Gallic society was not by any means nomadic, except, as mentioned, for mercenary bands and bandits. Gauls DID build large cities, had huge numbers of slaves, and were described as oppulent because of their habit of 'displaying wealth'. They also did outfit large armies early in the period (the situation with Caesar's involvement is very convoluted and shouldn't be taken as the standard by which the earlier period of Gallic development should be seen). Gauls built large buildings, complex city infrastructure (maintained roads, sewage, water, planned out districts, etc.), particularly as the period went on. However, the earliest Celtic cities would predate the start of EU:Rome, and were built the same way for the most part. They used huge numbers of slaves to build complex, large defenses, dug channels, built massive earthworks, and manufactured huge amounts of arms and armor; there even seems to be some standardization of design (compare later Celtic helmets in northern Italy to their contemporaries from northern Gaul; they're identical in their basic design, the variation is more in decoration).
Even Gauls outside the cities could not be termed nomadic. Gallic nobility and ignoble aristocracy lived on permanent farming estates of various sizes depending on individual wealth, on which they raised a wide variety of crops and livestock, some of which the Gauls actually introduced to the regions they inhabited. The estates could vary from a single family farmstead up to entire villages and towns built around sustaining an estate, with plenty of slaves to do the field labor, as well as care for the aristocracy dwelling there.
Slaves were a large part of Celtic trade. The Greeks seem confused how the Gauls could sell them so cheaply, in exchange for what they saw as such little wine for so many slaves (apparently not grasping supply-and-demand; the Celts had huge numbers of slaves, but little wine compared to the Hellenes). They knew how to utilize slaves on a large scale.
By the Romans' own account, it is more by a matter of politics and prolonged warfare depleting soldiery that led to the conquest. Germanic incursion, war between the two main powers (the Aedui controlling the north, the Arverni then Sequani controlling the south) depleted the armies, so, the Aedui requested foreign intervention (from the Romans). Not all of the tribes loyal to their head magistrate agreed, and, then, weren't loyal anymore; they abandoned the Aedui, and their control of about half of Gaul collapsed due to individual tribes, lesser magistrates, sub-kings, druids, etc., not wanting Roman aide.
Also, in 280 (I think that's the start given?), Rome wouldn't be economically superior to the Gauls. The large two federations, and the kingdom of the Aquitanians, would both probably be substantially richer. The Gauls mined huge amounts of gold, silver, and other precious metals, produced large amounts of tradable goods like linen, art in the form of metalwork, weapons, armor, etc. Again, they were called opulent. They were veritably loaded.
Also mind, when Augustus became emperor, Rome still had dirt roads. The pre-Roman Gallic oppida Bibracte, Alesia, and Gergovia, all had had roads covered with wood plank and stone for sometime from what we find digging up the sites. Rome really wasn't that amazingly different from the Gauls in a lot of ways. They were different, but they weren't seperated by 'Gauls: Mud hut dwelling savages, Romans: Enormous, well-ordered cities'. Gauls created a lunar calendar that until the advent of the computer, we couldn't make one so accurate. They did live in cities. They had armies, we know, because their contemporaries tell us about them, and we find physical evidence of actual armies from the Celts that can't be summed as cheaply equipped warbands, as well as standards and horns, evidencing command structure. They could fight in tight phalanx formations, or in looser formations, could commit to complex manuevers, and had a system of merit and reward, which encouraged sometimes rash action. But, if we focus on that, we should also focus on descriptions of Romans jumping on Germanic warriors' shields to get at the men in the German shieldwall, or the foolish rash behavior of the praetor at Faesula.
They were, in the sense of the word, a civilized people if Romans are being used as the measure (though I'd rather Hellenes and Carthage be used more as a standard for 280, if there needs to be one), because they were developed as the Romans, but had developed in a different way (their knowledge of mathematics, for example, was more used for astronomical calculations it'd seem, but, they apparently must've had a pretty advanced knowledge based on the Coligny Calendar). It's not a matter of being PC, there were people in Europe who were undeveloped, and truly pretty barbaric, but Gauls wouldn't be among them in sheer sense of technical development.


## Work required
Could you quote, exactly as they stand, the lines running from the one with "where can I find tire?" to the final line of the material?

## Stored data
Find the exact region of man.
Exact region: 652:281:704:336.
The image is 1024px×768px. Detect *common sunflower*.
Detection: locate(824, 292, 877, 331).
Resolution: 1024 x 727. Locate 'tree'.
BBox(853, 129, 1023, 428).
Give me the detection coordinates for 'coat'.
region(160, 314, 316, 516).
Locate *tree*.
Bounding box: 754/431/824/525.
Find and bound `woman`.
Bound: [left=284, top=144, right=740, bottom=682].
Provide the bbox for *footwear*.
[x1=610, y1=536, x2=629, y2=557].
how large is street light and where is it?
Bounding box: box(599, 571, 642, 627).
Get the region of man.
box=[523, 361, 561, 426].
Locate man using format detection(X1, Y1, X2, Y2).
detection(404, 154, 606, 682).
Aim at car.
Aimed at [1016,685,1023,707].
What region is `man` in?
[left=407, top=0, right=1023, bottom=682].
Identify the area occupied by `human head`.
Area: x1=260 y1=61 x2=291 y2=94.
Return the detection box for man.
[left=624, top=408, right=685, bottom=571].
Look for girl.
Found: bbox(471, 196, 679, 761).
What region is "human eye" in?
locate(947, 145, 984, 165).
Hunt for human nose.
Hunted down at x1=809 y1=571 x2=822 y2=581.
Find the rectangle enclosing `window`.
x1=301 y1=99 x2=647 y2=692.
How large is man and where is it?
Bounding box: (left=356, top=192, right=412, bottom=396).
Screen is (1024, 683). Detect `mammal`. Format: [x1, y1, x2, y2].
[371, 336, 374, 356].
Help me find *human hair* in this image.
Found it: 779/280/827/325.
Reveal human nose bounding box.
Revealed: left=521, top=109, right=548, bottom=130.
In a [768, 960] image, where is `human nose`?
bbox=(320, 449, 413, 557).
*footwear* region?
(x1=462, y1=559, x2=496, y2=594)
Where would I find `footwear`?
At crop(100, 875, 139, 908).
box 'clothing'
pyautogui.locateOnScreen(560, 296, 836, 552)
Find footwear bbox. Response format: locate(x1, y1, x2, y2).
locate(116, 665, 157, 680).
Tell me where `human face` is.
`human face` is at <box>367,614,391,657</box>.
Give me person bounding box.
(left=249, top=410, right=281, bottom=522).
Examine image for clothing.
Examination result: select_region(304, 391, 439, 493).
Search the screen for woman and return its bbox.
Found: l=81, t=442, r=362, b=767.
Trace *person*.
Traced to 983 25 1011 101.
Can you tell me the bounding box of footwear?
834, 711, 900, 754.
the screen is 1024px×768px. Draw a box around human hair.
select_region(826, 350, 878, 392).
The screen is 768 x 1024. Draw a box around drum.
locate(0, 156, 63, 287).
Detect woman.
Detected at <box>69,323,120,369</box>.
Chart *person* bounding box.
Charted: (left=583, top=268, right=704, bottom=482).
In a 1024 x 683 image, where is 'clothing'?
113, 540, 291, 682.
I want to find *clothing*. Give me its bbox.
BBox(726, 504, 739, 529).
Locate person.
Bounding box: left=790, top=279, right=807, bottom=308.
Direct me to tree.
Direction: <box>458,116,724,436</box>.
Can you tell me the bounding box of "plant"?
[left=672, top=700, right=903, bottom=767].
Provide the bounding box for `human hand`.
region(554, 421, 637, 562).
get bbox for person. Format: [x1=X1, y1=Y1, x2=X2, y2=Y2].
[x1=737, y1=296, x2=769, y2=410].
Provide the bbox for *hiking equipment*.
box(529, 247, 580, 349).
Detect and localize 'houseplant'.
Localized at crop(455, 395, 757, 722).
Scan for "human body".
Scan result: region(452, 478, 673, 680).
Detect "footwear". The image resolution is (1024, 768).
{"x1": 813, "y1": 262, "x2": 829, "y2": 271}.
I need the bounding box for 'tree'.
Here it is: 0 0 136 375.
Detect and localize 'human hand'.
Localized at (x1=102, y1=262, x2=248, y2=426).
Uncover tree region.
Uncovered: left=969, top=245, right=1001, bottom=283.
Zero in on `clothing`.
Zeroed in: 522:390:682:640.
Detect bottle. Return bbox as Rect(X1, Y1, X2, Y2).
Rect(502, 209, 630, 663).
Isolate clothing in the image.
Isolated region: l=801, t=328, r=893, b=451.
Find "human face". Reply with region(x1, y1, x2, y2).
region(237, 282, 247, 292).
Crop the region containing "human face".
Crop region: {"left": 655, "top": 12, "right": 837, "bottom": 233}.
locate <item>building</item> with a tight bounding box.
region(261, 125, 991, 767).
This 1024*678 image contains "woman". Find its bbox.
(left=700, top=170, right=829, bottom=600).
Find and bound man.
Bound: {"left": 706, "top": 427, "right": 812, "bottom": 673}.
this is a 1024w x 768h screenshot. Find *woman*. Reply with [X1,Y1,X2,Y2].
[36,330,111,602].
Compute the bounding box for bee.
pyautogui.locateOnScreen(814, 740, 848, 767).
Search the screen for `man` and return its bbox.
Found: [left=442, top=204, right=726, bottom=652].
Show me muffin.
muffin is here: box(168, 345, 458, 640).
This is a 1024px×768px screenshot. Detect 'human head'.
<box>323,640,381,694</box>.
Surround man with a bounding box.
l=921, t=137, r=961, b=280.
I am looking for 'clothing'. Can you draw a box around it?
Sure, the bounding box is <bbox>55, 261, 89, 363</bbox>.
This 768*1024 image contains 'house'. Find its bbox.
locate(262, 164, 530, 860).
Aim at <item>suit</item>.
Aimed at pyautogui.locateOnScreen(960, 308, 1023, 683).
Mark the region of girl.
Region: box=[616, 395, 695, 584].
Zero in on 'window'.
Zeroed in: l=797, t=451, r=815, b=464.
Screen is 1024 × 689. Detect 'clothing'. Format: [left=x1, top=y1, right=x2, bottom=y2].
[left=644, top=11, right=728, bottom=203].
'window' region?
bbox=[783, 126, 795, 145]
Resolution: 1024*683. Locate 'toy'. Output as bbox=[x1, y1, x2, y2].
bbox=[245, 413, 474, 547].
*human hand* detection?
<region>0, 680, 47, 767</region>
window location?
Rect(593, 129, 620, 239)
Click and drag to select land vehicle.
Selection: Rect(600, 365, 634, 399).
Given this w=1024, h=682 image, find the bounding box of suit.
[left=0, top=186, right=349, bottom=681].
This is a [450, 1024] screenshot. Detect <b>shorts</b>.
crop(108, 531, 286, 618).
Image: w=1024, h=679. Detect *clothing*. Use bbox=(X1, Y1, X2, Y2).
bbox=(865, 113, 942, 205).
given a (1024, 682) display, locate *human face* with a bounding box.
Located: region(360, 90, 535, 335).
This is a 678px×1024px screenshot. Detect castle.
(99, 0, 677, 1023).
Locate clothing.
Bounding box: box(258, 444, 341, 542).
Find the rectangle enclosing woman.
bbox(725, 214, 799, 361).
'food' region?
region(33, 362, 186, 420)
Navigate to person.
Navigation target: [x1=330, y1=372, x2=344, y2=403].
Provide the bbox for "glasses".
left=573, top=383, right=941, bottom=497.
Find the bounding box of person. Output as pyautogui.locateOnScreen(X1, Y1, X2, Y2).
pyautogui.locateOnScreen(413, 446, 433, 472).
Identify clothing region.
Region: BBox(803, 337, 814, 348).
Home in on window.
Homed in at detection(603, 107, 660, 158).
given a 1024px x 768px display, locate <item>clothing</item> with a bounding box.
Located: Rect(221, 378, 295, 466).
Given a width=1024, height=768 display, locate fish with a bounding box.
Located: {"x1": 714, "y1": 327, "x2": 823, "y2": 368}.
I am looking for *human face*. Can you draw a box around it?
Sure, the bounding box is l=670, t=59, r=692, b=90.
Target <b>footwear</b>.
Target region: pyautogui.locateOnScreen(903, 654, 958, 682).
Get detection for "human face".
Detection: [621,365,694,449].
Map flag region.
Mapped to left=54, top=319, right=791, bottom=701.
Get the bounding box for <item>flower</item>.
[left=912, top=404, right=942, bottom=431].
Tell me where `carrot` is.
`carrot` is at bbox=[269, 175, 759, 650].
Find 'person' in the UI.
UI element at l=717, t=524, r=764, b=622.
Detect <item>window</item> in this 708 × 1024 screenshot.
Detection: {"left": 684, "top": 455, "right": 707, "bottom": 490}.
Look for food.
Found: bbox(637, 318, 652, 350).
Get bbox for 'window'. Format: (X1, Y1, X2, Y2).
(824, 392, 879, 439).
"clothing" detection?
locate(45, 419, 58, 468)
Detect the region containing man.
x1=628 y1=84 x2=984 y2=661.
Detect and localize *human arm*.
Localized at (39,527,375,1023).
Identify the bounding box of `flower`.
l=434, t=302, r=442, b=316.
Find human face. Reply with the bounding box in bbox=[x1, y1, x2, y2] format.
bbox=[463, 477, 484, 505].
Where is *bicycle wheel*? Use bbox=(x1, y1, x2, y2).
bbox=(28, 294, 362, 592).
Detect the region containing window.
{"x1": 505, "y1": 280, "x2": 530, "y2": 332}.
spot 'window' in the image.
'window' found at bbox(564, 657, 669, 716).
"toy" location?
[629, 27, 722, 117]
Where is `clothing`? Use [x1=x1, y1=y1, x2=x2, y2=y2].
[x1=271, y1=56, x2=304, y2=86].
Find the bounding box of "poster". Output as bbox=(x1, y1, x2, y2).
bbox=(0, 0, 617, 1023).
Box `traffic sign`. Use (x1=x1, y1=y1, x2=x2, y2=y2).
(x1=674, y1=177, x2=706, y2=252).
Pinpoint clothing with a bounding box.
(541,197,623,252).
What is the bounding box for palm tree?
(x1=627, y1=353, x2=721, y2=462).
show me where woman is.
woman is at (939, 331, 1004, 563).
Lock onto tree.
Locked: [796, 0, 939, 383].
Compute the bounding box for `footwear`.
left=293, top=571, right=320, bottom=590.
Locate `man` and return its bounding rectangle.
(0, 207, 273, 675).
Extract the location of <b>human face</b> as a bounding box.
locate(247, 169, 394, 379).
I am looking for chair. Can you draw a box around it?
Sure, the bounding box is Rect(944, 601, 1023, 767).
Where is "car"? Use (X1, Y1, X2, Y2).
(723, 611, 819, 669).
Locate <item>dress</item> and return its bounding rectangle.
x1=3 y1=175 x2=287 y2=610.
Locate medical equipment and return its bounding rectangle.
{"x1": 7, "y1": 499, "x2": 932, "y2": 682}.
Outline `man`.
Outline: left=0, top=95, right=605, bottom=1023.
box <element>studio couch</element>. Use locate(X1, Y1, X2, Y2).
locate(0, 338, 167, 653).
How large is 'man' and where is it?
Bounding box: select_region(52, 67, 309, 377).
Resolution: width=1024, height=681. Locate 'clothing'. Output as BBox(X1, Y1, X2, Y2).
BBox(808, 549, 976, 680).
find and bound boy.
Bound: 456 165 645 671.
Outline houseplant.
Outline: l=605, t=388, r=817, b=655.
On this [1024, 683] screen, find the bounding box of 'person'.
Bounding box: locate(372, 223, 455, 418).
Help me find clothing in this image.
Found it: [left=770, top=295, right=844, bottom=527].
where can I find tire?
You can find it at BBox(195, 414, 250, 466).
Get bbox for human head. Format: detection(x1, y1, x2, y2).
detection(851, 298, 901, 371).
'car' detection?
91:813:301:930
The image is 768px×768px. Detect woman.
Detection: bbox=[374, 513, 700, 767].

## Result
where can I find tire?
You can find it at BBox(195, 414, 250, 466).
Get bbox for human head. Format: detection(x1, y1, x2, y2).
detection(851, 298, 901, 371).
'car' detection?
91:813:301:930
The image is 768px×768px. Detect woman.
Detection: bbox=[374, 513, 700, 767].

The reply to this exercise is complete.